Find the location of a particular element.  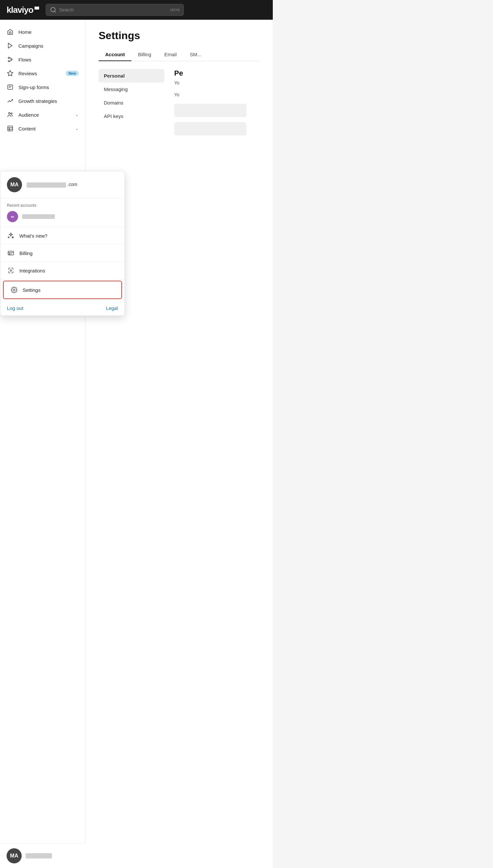

sidebar-item-campaigns: Campaigns is located at coordinates (43, 46).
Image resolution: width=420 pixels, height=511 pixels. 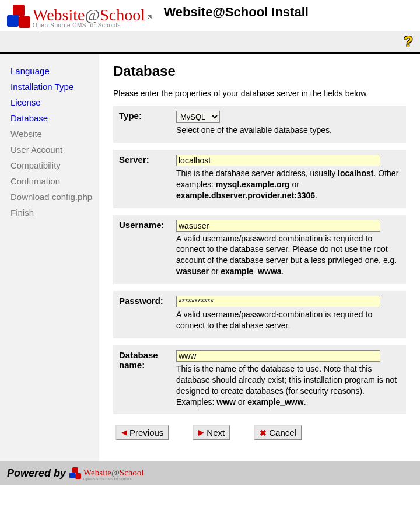 I want to click on nav-item-confirmation: Confirmation, so click(x=52, y=181).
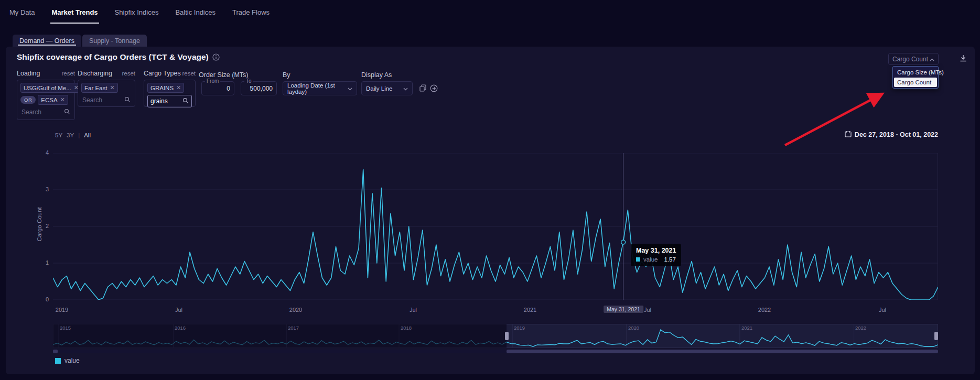  What do you see at coordinates (113, 57) in the screenshot?
I see `page-title: Shipfix coverage of Cargo Orders (TCT & …` at bounding box center [113, 57].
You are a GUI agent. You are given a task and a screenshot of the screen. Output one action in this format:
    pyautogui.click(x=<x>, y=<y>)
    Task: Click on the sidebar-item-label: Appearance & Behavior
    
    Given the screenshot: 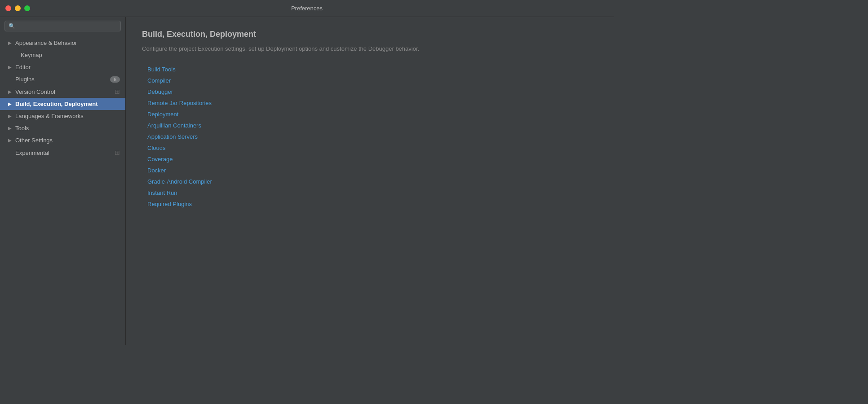 What is the action you would take?
    pyautogui.click(x=67, y=43)
    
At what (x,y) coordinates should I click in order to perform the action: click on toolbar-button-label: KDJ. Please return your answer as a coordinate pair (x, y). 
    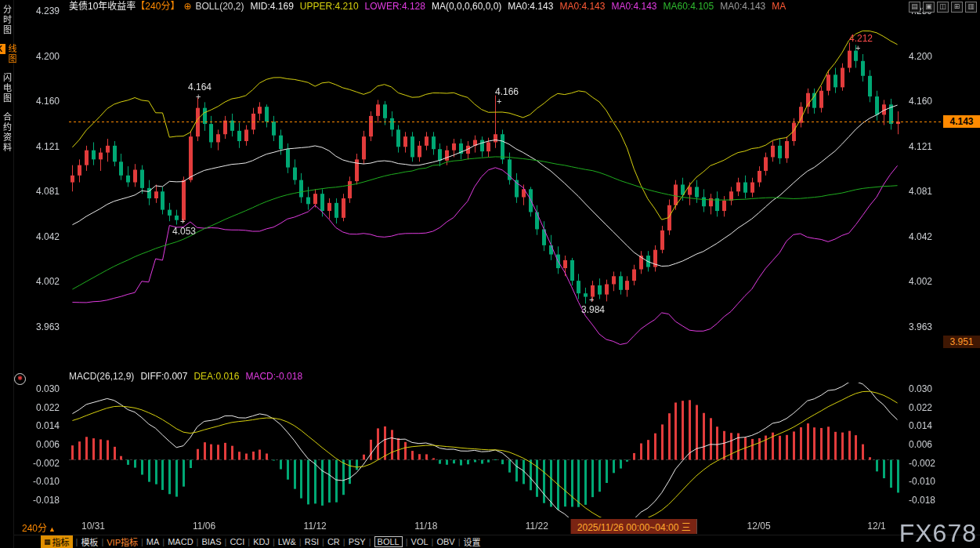
    Looking at the image, I should click on (262, 542).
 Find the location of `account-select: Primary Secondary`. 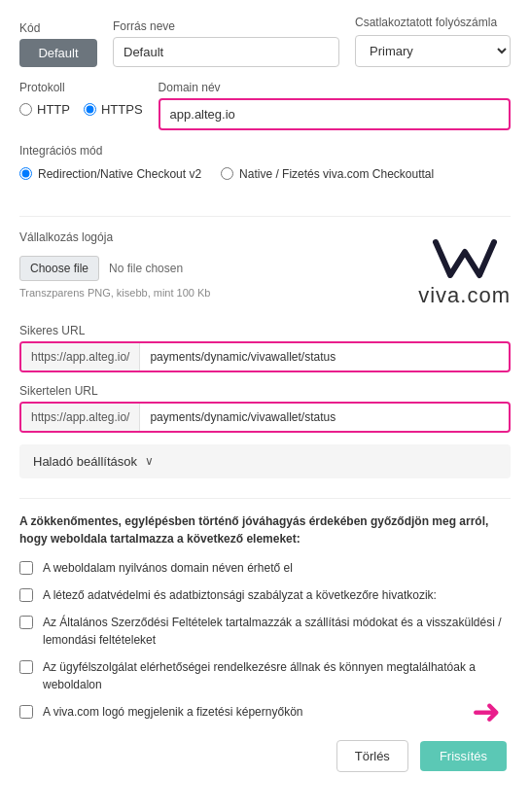

account-select: Primary Secondary is located at coordinates (433, 51).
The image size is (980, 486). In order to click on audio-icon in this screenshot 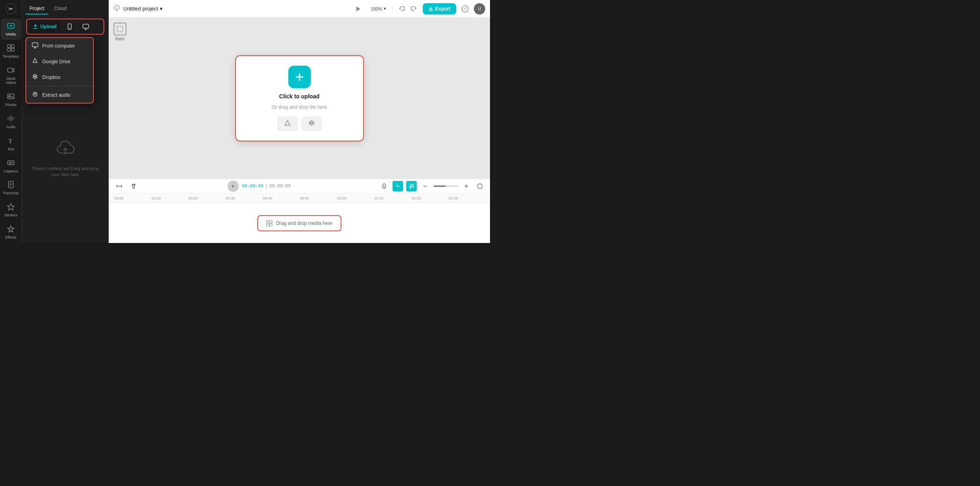, I will do `click(11, 119)`.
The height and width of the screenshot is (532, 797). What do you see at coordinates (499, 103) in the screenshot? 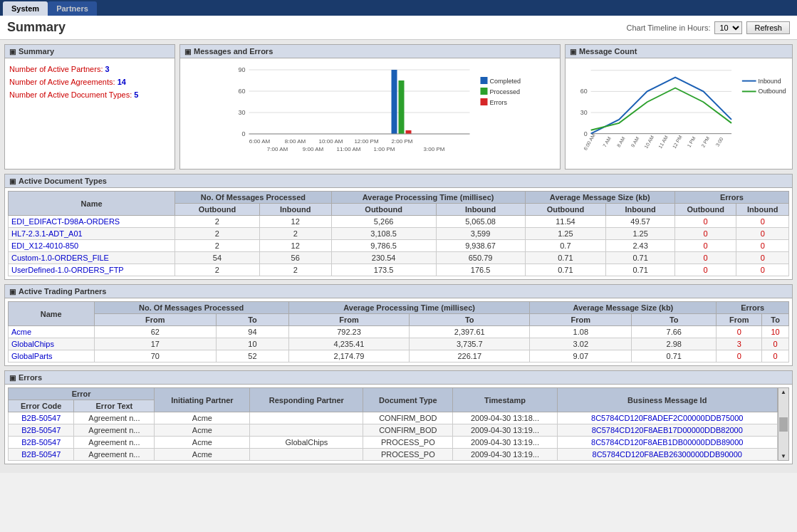
I see `svg-text: Errors` at bounding box center [499, 103].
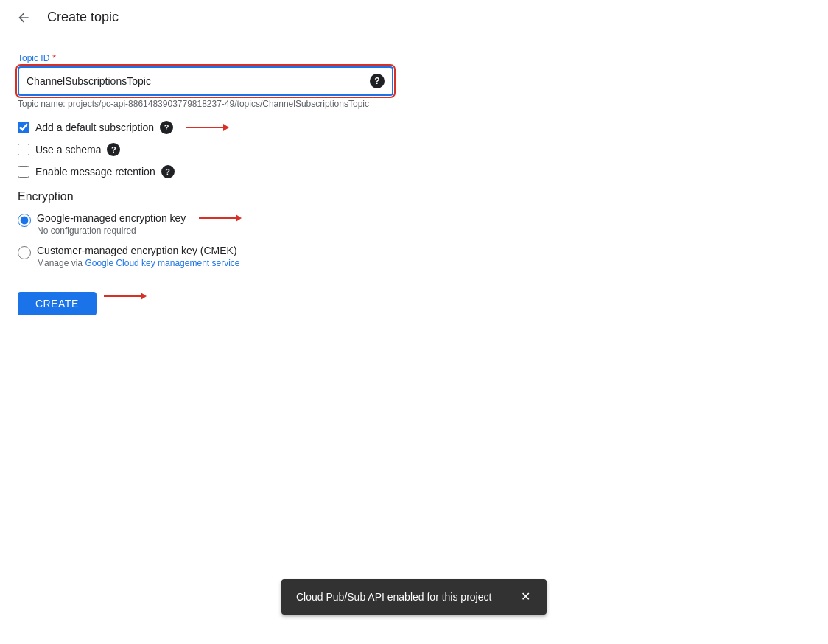 The image size is (828, 644). Describe the element at coordinates (221, 150) in the screenshot. I see `use-schema-row: Use a schema ?` at that location.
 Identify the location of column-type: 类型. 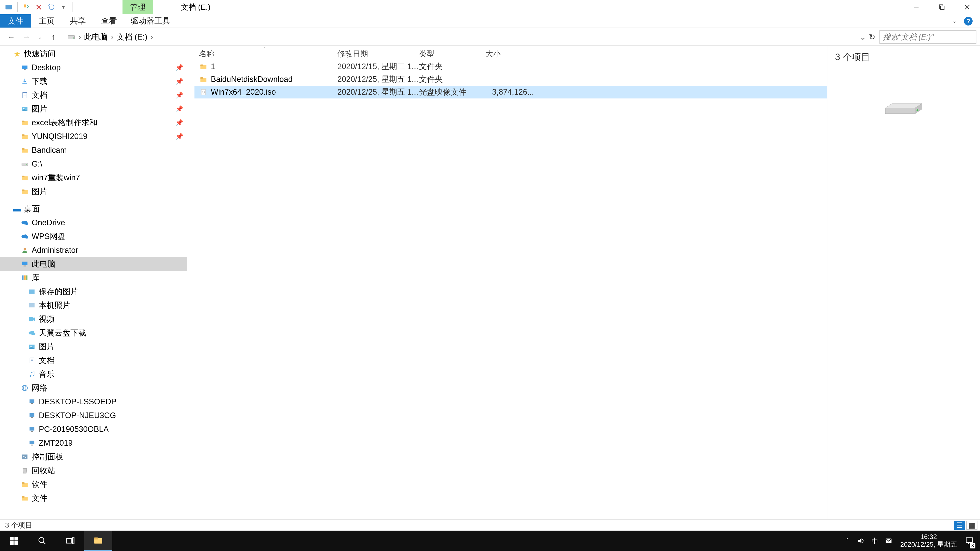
····················
[What you are asked to do]:
Word for word, retype the lines from the one that contains "The height and" through the final line of the data, both ends included, excluding pictures.

[Exercise output]:
The height and width of the screenshot is (532, 797). What do you see at coordinates (499, 103) in the screenshot? 
I see `svg-text: Errors` at bounding box center [499, 103].
 The image size is (828, 644). Describe the element at coordinates (221, 150) in the screenshot. I see `use-schema-row: Use a schema ?` at that location.
 Identify the location of column-type: 类型. 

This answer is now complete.